I'm no wildlife biologist, but here's a curious tidbit.
Last weekend, my boyfriend and I were talking to a neighbor about jogging in our area of the Lower Hudson Valley, just above New York City. We all run the same trail in a wooded historic park. The two of them are more committed runners than I am, doing 3-plus miles four to six times a week. I only do about a mile two or three times a week. They've also been using the trail for a number of years -- longer than I have.
During the course of the conversation, we got on the topic of deer encounters on the trail. I'll run into whitetails every so often, but before I get close, they spook, crash through the trees like the legions of hell are at their heels and disappear. I rarely actually see them, I'll just catch a flash of white tail disappearing over a hill.
However, my boyfriend and our neighbor have the exact opposite experience. They'll routinely run up on deer standing right in the trail and refusing to move. They'll try to shoo them away, and the animals still don't leave. One morning, my boyfriend came up on a doe and a fawn. He slowed, stopped and tried to spook them off the trail, but Mamma just looked at him -- he couldn't get her to go.
So, my boyfriend and our neighbor are now entertaining the theory that because they run this area so often the local deer are used to their scent and therefore not threatened by their approach. I, on the other hand, as the less frequent runner am not as familiar to the local wildlife, so I'm still perceived as a danger.
I guess that makes sense, but as previously stated, I'm no wildlife biologist. Sound theory? Or something else? Maybe the deer just instinctively sense I work for F&S and figure they should clear out. -K.H.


PROMPT. The required output is all lines below that contain the word "radius".

(INFORMATION SUPPLIED begins)

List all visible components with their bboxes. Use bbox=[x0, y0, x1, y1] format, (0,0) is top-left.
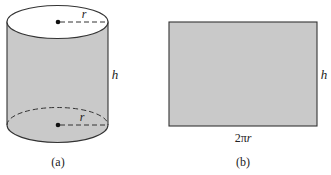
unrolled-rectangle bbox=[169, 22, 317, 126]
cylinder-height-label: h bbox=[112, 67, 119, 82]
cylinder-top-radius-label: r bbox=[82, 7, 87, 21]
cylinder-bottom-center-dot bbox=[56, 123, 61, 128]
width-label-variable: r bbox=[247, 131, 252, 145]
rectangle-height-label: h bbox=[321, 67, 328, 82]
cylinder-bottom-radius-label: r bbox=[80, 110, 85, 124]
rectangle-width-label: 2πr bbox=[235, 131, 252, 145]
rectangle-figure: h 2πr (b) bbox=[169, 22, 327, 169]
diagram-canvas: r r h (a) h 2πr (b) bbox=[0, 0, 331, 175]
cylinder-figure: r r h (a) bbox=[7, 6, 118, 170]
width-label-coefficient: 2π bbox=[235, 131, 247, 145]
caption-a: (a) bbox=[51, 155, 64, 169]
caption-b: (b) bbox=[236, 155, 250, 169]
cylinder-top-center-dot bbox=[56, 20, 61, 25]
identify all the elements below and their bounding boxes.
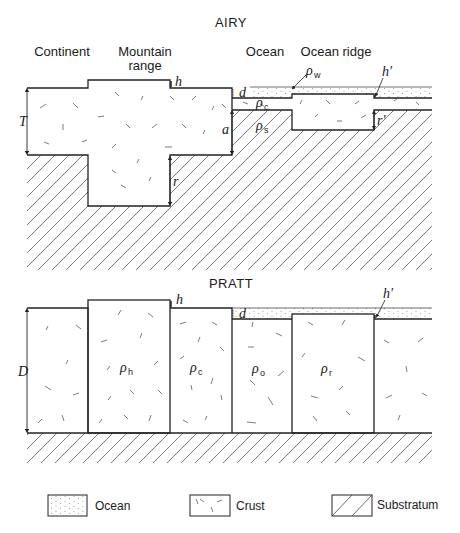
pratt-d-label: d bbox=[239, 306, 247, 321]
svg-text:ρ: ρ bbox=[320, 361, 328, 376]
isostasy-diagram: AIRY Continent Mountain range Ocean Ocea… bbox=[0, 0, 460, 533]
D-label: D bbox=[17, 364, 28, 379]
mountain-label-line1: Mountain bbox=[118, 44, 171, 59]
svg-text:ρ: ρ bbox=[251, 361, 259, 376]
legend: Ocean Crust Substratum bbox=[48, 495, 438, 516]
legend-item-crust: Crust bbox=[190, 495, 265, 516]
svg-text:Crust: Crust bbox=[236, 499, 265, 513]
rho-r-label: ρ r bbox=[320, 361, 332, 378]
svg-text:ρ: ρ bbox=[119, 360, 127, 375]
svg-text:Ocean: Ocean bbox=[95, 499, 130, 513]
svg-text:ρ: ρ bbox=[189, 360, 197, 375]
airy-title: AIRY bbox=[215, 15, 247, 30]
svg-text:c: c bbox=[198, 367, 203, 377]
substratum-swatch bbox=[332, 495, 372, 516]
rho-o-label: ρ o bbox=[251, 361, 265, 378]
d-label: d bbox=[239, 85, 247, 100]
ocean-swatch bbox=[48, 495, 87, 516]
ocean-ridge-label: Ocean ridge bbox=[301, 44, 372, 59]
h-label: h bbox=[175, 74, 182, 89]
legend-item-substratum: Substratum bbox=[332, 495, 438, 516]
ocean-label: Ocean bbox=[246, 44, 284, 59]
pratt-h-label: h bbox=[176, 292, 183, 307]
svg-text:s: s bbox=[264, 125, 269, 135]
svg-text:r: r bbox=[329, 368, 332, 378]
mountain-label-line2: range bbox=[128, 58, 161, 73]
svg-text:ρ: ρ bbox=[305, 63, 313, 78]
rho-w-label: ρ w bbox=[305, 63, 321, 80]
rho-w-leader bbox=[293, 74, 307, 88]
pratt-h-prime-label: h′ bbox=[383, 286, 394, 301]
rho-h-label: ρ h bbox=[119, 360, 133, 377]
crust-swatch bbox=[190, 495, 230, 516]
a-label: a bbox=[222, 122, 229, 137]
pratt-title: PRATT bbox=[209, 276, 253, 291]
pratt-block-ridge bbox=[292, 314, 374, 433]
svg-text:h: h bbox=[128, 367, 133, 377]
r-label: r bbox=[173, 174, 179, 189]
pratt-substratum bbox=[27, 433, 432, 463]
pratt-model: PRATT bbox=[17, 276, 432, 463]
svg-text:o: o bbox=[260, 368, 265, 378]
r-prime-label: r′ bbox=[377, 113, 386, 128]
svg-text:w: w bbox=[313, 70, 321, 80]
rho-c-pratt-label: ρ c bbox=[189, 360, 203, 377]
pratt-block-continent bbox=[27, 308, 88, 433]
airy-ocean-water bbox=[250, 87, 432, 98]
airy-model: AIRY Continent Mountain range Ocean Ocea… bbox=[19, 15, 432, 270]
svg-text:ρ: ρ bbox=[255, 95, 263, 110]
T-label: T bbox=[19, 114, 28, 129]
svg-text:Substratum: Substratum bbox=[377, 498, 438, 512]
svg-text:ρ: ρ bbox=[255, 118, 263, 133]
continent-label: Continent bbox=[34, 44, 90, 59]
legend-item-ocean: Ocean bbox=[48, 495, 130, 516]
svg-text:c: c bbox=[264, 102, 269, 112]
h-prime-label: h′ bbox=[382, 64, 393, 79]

(INFORMATION SUPPLIED ends)

TASK RESULT.
cylinder-top-radius-label: r bbox=[82, 7, 87, 21]
cylinder-bottom-radius-label: r bbox=[80, 110, 85, 124]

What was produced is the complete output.